Taking Pleasure In the Collapse of the Conservative Party? It's Understandable – But Totally Incorrect
On various occasions when Conservative leaders have sounded almost sensible superficially – and different periods where they have come across as wildly irrational, yet continued to be cherished by party loyalists. We are not in either of those times. One prominent Conservative failed to inspire attendees when she spoke at her conference, even as she presented the red meat of anti-immigration sentiment she believed they wanted.
This wasn't primarily that they’d all awakened with a fresh awareness of humanity; rather they lacked faith she’d ever be equipped to follow through. In practice, an imitation. The party dislikes such approaches. One senior Conservative reportedly described it as a “themed procession”: boisterous, animated, but ultimately a goodbye.
What Next for the Group With a Decent Case to Make for Itself as the Most Historically Successful Political Organization in History?
Certain members are taking renewed consideration at a particular MP, who was a definite refusal at the start of the night – but as things conclude, and rivals has departed. Others are creating a interest around a newer MP, a 34-year-old MP of the newest members, who looks like a countryside-based politician while saturating her online profiles with immigration-critical posts.
Is she poised as the leader to challenge opposition forces, now outpolling the Conservatives by a significant margin? Does a term exist for beating your rivals by becoming exactly like them? Moreover, should one not exist, maybe we can use an expression from martial arts?
When Finding Satisfaction In These Developments, in a Schadenfreude Way, in a Just-Deserts Way, One Can See Why – But Totally Misguided
One need not consider overseas examples to know this, or consult Daniel Ziblatt’s seminal 2017 book, the historical examination: every one of your synapses is screaming it. Centrist right-wing parties is the crucial barrier resisting the extremist factions.
His research conclusion is that political systems endure by keeping the “propertied and powerful” happy. I’m not wild about it as an fundamental rule. It seems as though we’ve been catering to the propertied and powerful over generations, at the expense of other citizens, and they rarely appear quite happy enough to cease desiring to reduce support out of disability benefits.

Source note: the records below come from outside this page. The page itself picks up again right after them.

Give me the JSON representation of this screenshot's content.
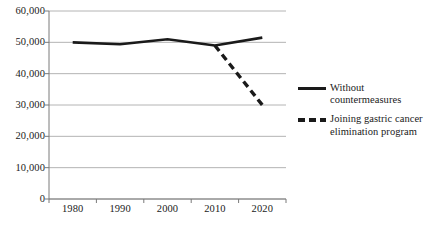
{
  "chart_data": {
    "type": "line",
    "title": "",
    "xlabel": "",
    "ylabel": "",
    "x": [
      1980,
      1990,
      2000,
      2010,
      2020
    ],
    "categories": [
      "1980",
      "1990",
      "2000",
      "2010",
      "2020"
    ],
    "xtick_labels": [
      "1980",
      "1990",
      "2000",
      "2010",
      "2020"
    ],
    "ytick_labels": [
      "0",
      "10,000",
      "20,000",
      "30,000",
      "40,000",
      "50,000",
      "60,000"
    ],
    "ytick_values": [
      0,
      10000,
      20000,
      30000,
      40000,
      50000,
      60000
    ],
    "ylim": [
      0,
      60000
    ],
    "grid": true,
    "grid_axis": "y",
    "legend_position": "right",
    "series": [
      {
        "name": "Without\ncountermeasures",
        "style": "solid",
        "color": "#1a1a1a",
        "x": [
          1980,
          1990,
          2000,
          2010,
          2020
        ],
        "values": [
          50000,
          49400,
          51000,
          49000,
          51500
        ]
      },
      {
        "name": "Joining gastric cancer\nelimination program",
        "style": "dashed",
        "color": "#1a1a1a",
        "x": [
          2010,
          2020
        ],
        "values": [
          49000,
          30000
        ]
      }
    ]
  },
  "legend": {
    "entries": [
      {
        "label": "Without\ncountermeasures",
        "style": "solid"
      },
      {
        "label": "Joining gastric cancer\nelimination program",
        "style": "dashed"
      }
    ]
  },
  "colors": {
    "line": "#1a1a1a",
    "grid": "#b4b4b4",
    "axis": "#7a7a7a",
    "background": "#ffffff",
    "text": "#1a1a1a"
  }
}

However, his study goes beyond conjecture, it’s an comprehensive document review into the pre-Nazi German National People’s Party during the pre-war period (along with the British Conservatives circa 1906). When the mainstream right becomes uncertain, when it starts to pursue the terminology and gesture-based policies of the extremist elements, it cedes the steering wheel.
Previous Instances Showed Some of This During the Brexit Years
Boris Johnson aligning with Steve Bannon was one particularly egregious example – but extremist sympathies has become so obvious now as to overshadow all remaining Conservative messages. Whatever became of the traditional Tories, who prize continuity, tradition, legal frameworks, the UK reputation on the global scene?
Why have we lost the modernisers, who defined the country in terms of economic engines, not powder kegs? To be clear, I didn't particularly support both groups as well, but it’s absolutely striking how these ideologies – the one nation Tory, the Cameroonian Conservative – have been eliminated, superseded by ongoing scapegoating: of immigrants, religious groups, welfare recipients and activists.
Appear at Podiums to Music That Sounds Like the Opening Credits to the Television Drama
And talk about positions they oppose. They characterize protests by elderly peace activists as “festivals of animosity” and display banners – British flags, English symbols, all objects bearing a splash of matadorial colour – as an direct confrontation to anyone who doesn’t think that complete national identity is the ultimate achievement a human can aspire to.
We observe an absence of any natural braking system, that prompts reflection with core principles, their historical context, their stated objectives. Any stick the political figure presents to them, they pursue. Therefore, no, it isn't enjoyable to see their disintegration. They’re taking social cohesion along in their decline.